Settler bill dismissed by Israelis

West Bank visits no longer banned

- ISABEL KERSHNER

Israel’s parliament on Tuesday repealed legislatio­n that barred settlers from four Jewish communitie­s in the occupied West Bank that were evacuated in 2005, a preliminar­y move for now, but one that comes as tensions rise over government efforts to assert greater control over Palestinia­n territorie­s.

The action, which will now allow visits to the settlement­s, is of great symbolic importance to the settler movement, but it is unlikely to mean any immediate new constructi­on.

The Israeli military, which has overseen the West Bank since it was conquered from Jordan in the 1967 Middle East war, first has to approve access to the site for settlers at a highly volatile time in the region.
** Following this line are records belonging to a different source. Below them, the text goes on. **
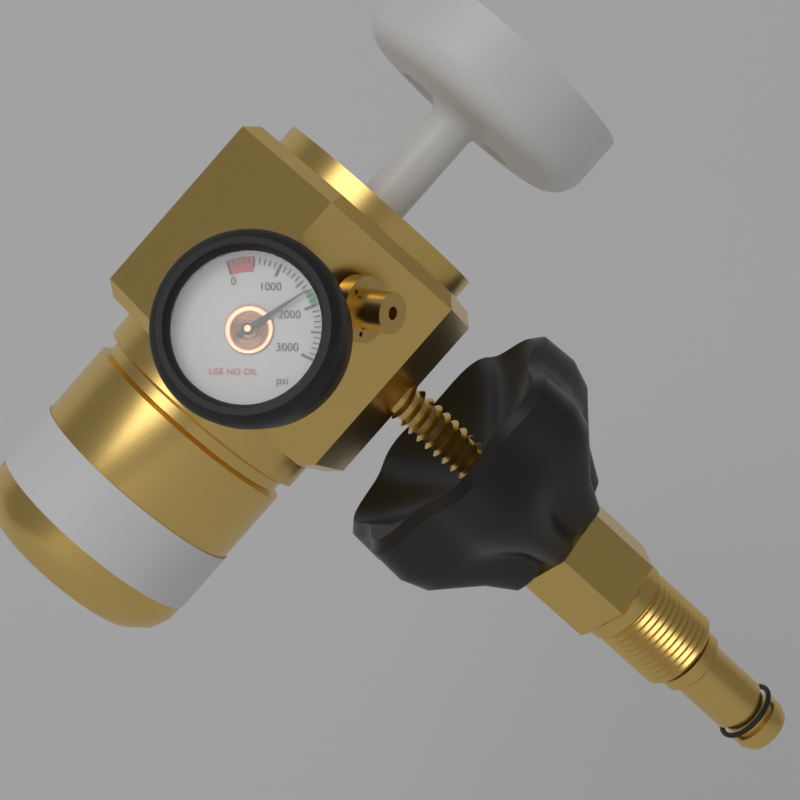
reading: 1700 psi
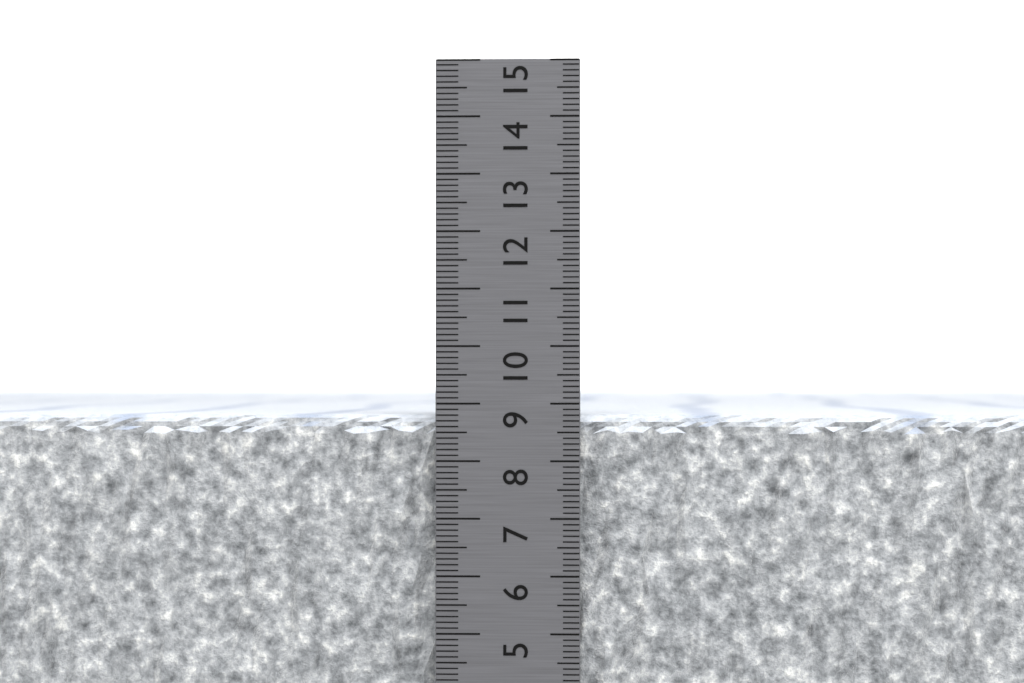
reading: 8.8 cm
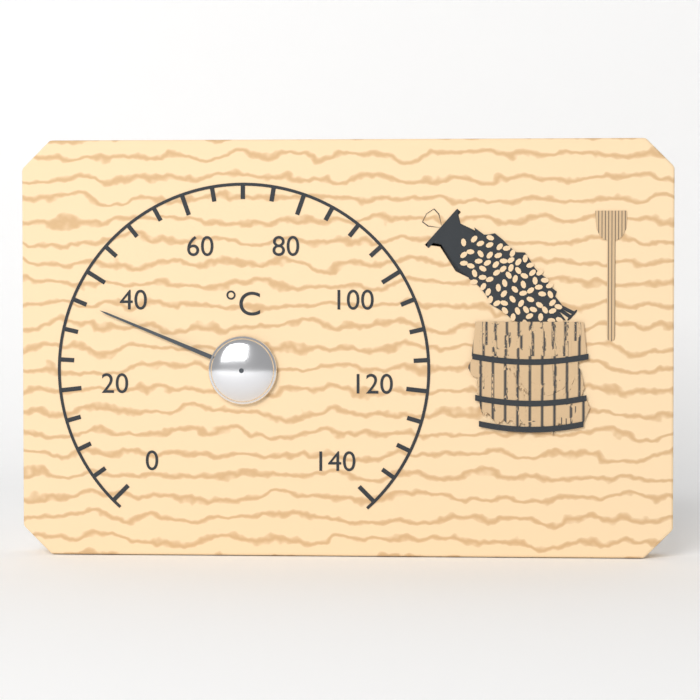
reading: 35 °C
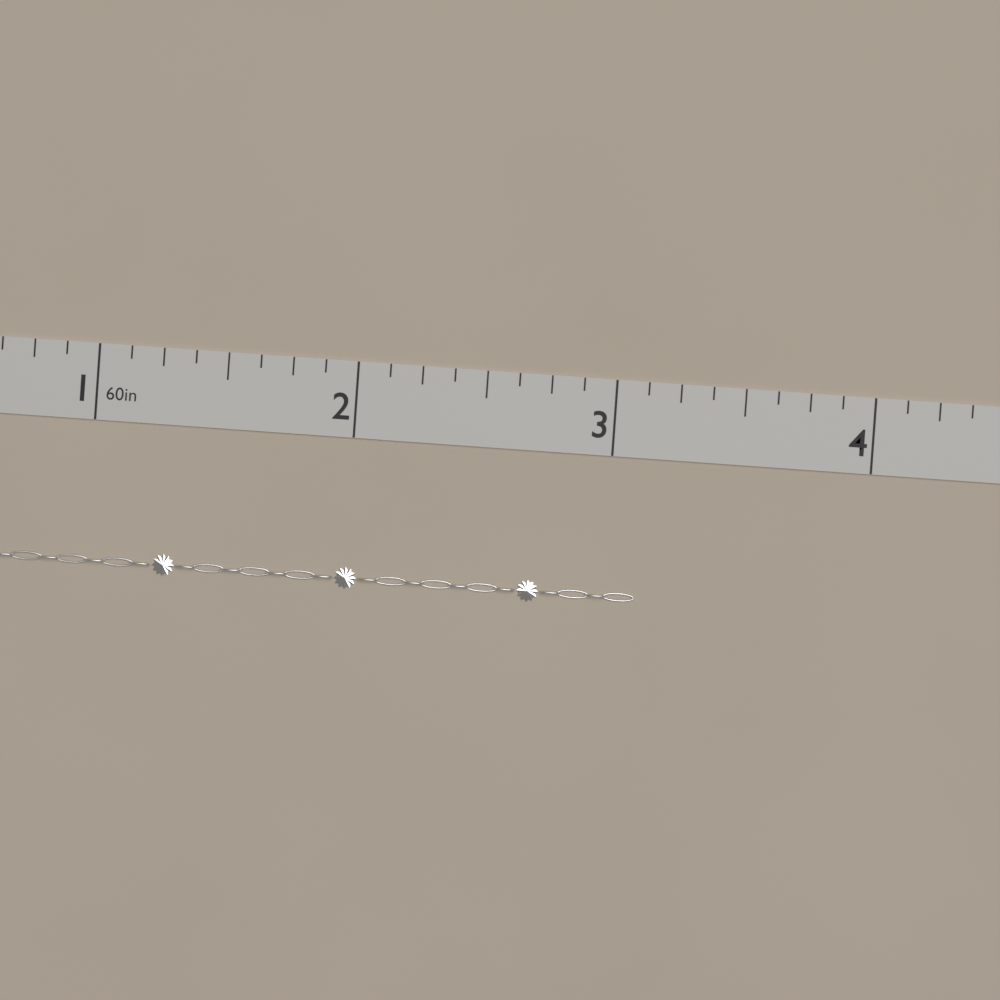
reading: 3.125 in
The Israeli government then would need to approve any reconstruc­tion in the areas.

While the new legislatio­n is seen as only a first step, at least for the moment, it comes amid a spike of Israeli-Palestinia­n violence in the occupied West Bank and increasing­ly inflammato­ry rhetoric about Palestinia­ns by members of the governing right-wing coalition who support the country’s settler movement.
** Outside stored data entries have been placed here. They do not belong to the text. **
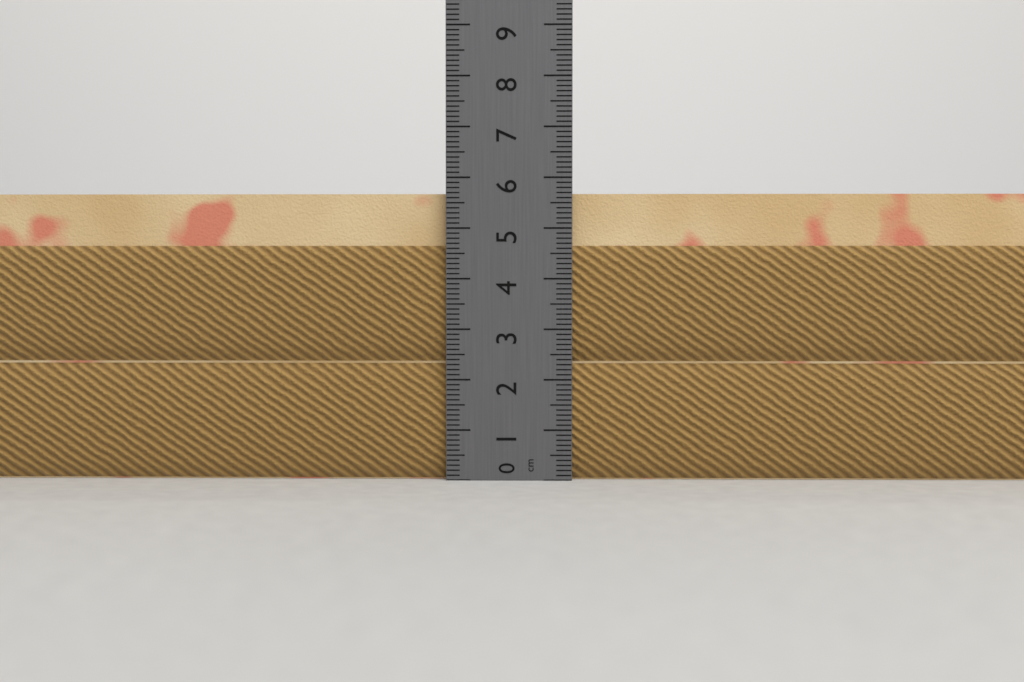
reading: 5.7 cm
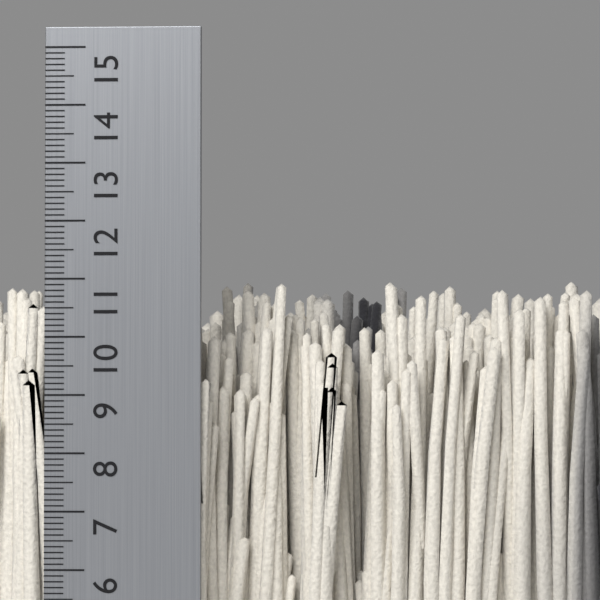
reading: 11.1 cm
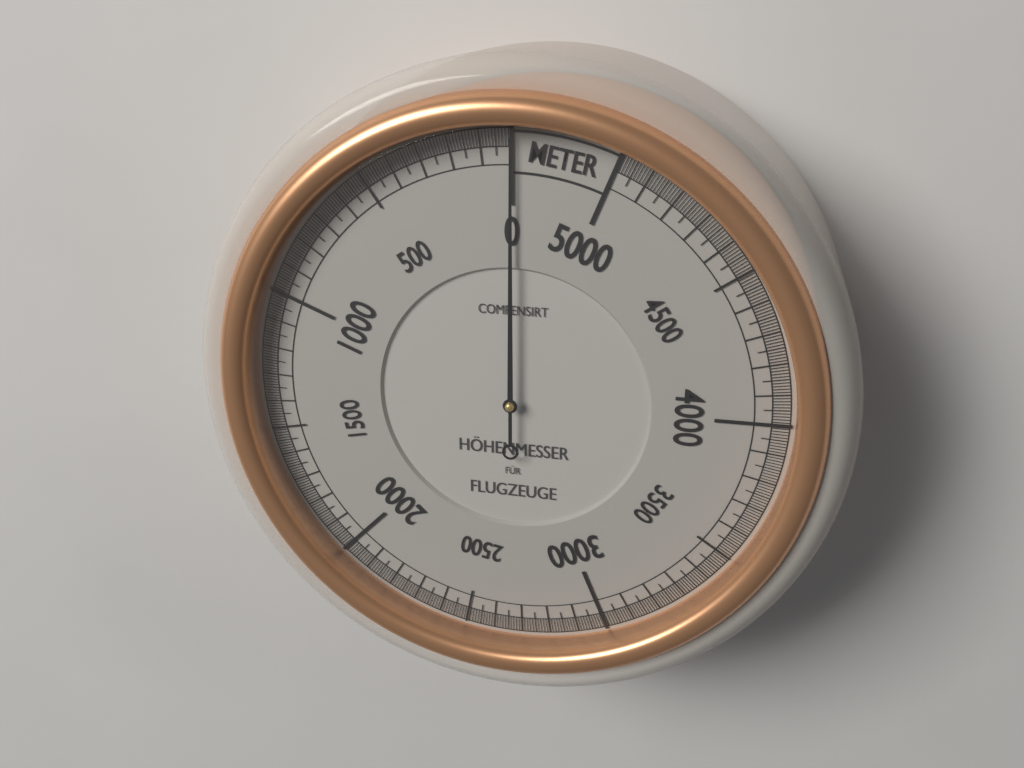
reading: 0 m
The amendment, which was introduced by right-wing lawmakers in December, was approved by a vote of 31-18 in the 120-seat Parliament. It took place in the early hours of Tuesday morning, when many lawmakers were absent. It is just one of many pieces of divisive legislatio­n that the government — the most rightwing and religiousl­y conservati­ve in Israel’s history — is trying to push through the legislatur­e.

The coalition is also forging ahead with legislatio­n that would give the government of the day greater control over judicial appointmen­ts as part of a plan to restrict the power of the Supreme Court, an effort that has brought hundreds of thousands of Israelis onto the streets to protest what they see as a danger to Israeli democracy.
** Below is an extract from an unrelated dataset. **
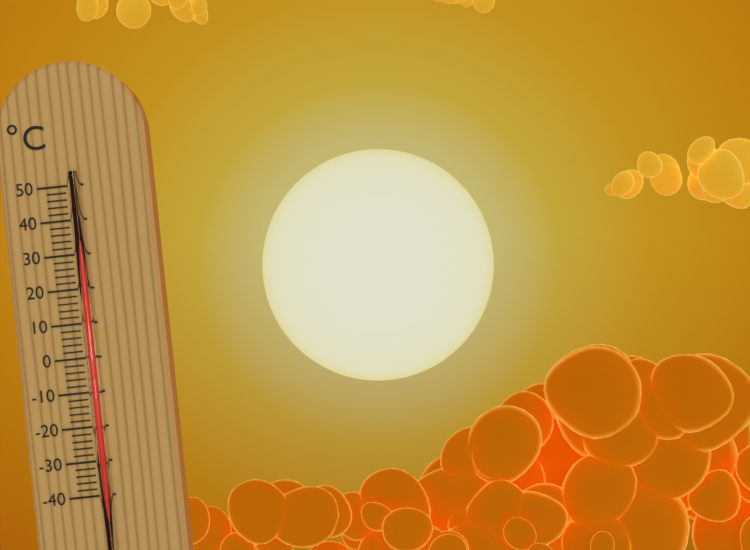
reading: 44 °C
The amendment passed by the legislatur­e Tuesday repeals a section of the Disengagem­ent Law of 2005, which laid out the terms for Israel’s unilateral withdrawal from the Palestinia­n coastal enclave of Gaza. That included the evacuation and demolition of 21 settlement­s in Gaza that were home to about 9,000 Israelis, as well as the removal of four small settlement­s that housed about 800 Israelis in the northern West Bank.